How this guides your study:

  • Start with the plain: Let repeated, straightforward passages define core doctrine (e.g., salvation by grace through faith, the deity of Christ, the authority of Scripture).
  • Use the plain to read the puzzling: When a difficult text seems to point a new direction, check it against what’s taught clearly elsewhere. Scripture won’t contradict itself.
  • Hold conclusions with an open hand: With tricky texts, prefer “here’s a likely reading” over “this proves a new doctrine.”

This isn’t dodging hard passages; it’s honoring how God speaks. He made the gospel and core truths obvious on purpose. So we anchor doctrine where Scripture is brightest, and we approach the dimmer corners with patience, prayer, and teachable hearts.

8. There is a progressive element in revelation.

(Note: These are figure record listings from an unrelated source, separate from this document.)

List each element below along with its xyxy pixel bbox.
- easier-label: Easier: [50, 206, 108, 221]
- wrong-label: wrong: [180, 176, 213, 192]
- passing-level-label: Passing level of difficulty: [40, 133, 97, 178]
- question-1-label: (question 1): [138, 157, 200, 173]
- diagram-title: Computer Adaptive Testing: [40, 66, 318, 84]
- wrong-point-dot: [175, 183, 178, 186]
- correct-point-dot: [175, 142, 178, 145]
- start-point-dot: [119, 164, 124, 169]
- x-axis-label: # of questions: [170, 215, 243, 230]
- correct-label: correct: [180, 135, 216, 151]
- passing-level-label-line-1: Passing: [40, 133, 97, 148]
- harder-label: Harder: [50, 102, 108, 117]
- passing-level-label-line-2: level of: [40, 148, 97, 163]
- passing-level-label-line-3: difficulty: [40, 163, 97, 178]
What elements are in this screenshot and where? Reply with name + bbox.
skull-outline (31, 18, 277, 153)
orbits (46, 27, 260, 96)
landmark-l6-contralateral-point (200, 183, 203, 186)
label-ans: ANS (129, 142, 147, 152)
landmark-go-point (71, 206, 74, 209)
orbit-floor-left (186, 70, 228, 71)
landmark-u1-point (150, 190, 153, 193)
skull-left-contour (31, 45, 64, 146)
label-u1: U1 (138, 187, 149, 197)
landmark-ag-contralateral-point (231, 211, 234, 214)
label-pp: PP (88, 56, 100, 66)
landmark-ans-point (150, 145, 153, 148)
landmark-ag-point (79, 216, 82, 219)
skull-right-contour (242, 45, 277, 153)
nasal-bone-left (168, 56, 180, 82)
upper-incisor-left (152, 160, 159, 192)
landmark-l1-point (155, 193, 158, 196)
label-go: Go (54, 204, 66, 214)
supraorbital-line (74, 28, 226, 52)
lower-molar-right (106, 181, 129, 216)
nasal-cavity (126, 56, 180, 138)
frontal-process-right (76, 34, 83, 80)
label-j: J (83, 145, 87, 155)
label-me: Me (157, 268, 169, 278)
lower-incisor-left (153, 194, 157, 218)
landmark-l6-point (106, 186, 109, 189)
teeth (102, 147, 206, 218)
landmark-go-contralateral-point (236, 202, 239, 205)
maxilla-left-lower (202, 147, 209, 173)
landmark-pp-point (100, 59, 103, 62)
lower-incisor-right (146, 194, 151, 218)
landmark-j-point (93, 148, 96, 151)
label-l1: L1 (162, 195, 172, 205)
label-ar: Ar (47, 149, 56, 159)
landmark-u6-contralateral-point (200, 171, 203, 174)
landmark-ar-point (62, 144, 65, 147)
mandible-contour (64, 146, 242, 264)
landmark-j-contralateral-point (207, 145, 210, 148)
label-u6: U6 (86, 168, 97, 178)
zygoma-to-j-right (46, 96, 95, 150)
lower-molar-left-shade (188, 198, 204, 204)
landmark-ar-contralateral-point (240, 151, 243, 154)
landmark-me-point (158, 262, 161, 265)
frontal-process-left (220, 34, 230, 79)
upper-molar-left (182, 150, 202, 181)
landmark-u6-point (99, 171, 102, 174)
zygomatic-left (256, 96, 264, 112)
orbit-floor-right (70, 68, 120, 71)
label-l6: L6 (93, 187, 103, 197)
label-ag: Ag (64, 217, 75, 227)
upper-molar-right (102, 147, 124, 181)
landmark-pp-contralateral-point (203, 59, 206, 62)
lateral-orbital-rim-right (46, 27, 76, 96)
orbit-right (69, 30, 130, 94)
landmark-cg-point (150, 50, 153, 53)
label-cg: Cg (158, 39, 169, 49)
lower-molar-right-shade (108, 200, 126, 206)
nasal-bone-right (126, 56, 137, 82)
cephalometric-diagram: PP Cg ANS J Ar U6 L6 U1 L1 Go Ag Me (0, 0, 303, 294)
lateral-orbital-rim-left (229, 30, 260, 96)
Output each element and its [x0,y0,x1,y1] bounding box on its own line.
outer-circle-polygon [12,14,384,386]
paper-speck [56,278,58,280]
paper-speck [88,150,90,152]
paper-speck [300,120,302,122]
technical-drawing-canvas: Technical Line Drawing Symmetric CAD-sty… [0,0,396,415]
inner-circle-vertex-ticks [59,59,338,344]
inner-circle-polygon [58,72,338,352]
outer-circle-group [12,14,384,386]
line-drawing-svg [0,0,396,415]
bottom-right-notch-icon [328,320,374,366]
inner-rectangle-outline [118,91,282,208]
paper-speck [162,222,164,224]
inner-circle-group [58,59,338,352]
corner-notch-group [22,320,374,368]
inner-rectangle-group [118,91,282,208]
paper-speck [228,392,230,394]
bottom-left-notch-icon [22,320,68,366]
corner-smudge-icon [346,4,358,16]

When Augustine said there’s a progressive element in revelation, he meant that God didn’t reveal everything all at once. He spoke across centuries, through different authors and moments in history, building truth step by step until the fullness came in Christ.

Think “seed to tree” or “dawn to noon.” The oak is already present in the acorn, but you don’t see its fullness on day one. Early Scripture plants the seed; later Scripture shows the branches and fruit.

How this shapes Bible study:

  • Honor the stage of the story. Read Moses as Moses, David as David, the prophets as prophets. Ask first, What did this mean then? Don’t rush to the end of the story before you hear the chapter you’re in.
  • See promise and fulfillment. God promises a new covenant (Jeremiah 31:31–34); Jesus completes its terms at the cross (Luke 22:20; Hebrews 9:11–15). God promises Abraham a worldwide blessing (Genesis 12:3); Paul shows how that blessing reaches the nations in Christ (Galatians 3:8, 16).
  • Keep the core consistent. Salvation has always been by grace through faith (Genesis 15:6; Romans 4:3). What changes across the story is clarity and administration, not the way God saves.

Progressive revelation protects us from two common errors:

  1. Flattening the Bible (treating every verse as if it dropped from the sky on the same day), and
  2. Forcing the end back into the beginning (reading later clarity into earlier passages before the author intended it).

Instead, we read patiently. We let each passage speak in its own moment, and then we trace how God carries that thread to completion in Christ. That’s how the whole Bible becomes one coherent story—seed to tree, dawn to noon—told by one faithful God.

9. Study more earnestly the clearer doctrines so that later the more obscure passages can be the more accurately interpreted.

Augustine’s point is simple and wise: major on the plain things first. When you anchor yourself in the Bible’s clear, repeated teachings, you’ll be far less likely to get lost when you reach the harder passages.

What this looks like in Bible study:

  • Lay the foundation with core doctrines. Spend time where Scripture speaks most plainly and often: God’s character, the gospel, grace through faith, the person and work of Christ, the call to holiness. Let these truths sink deep.
  • Use the foundation as a filter. When you hit a puzzling verse, ask: How does this fit with what Scripture teaches clearly elsewhere? The clearer truths set the boundaries for responsible interpretation.
  • Let repetition carry weight. Doctrines taught in many places and genres (narrative, letters, poetry) are safer ground than ideas drawn from one difficult sentence.
  • Hold the obscure with humility. Prefer “this likely means…” over “this proves…,” especially when the passage is rare, symbolic, or grammatically tricky.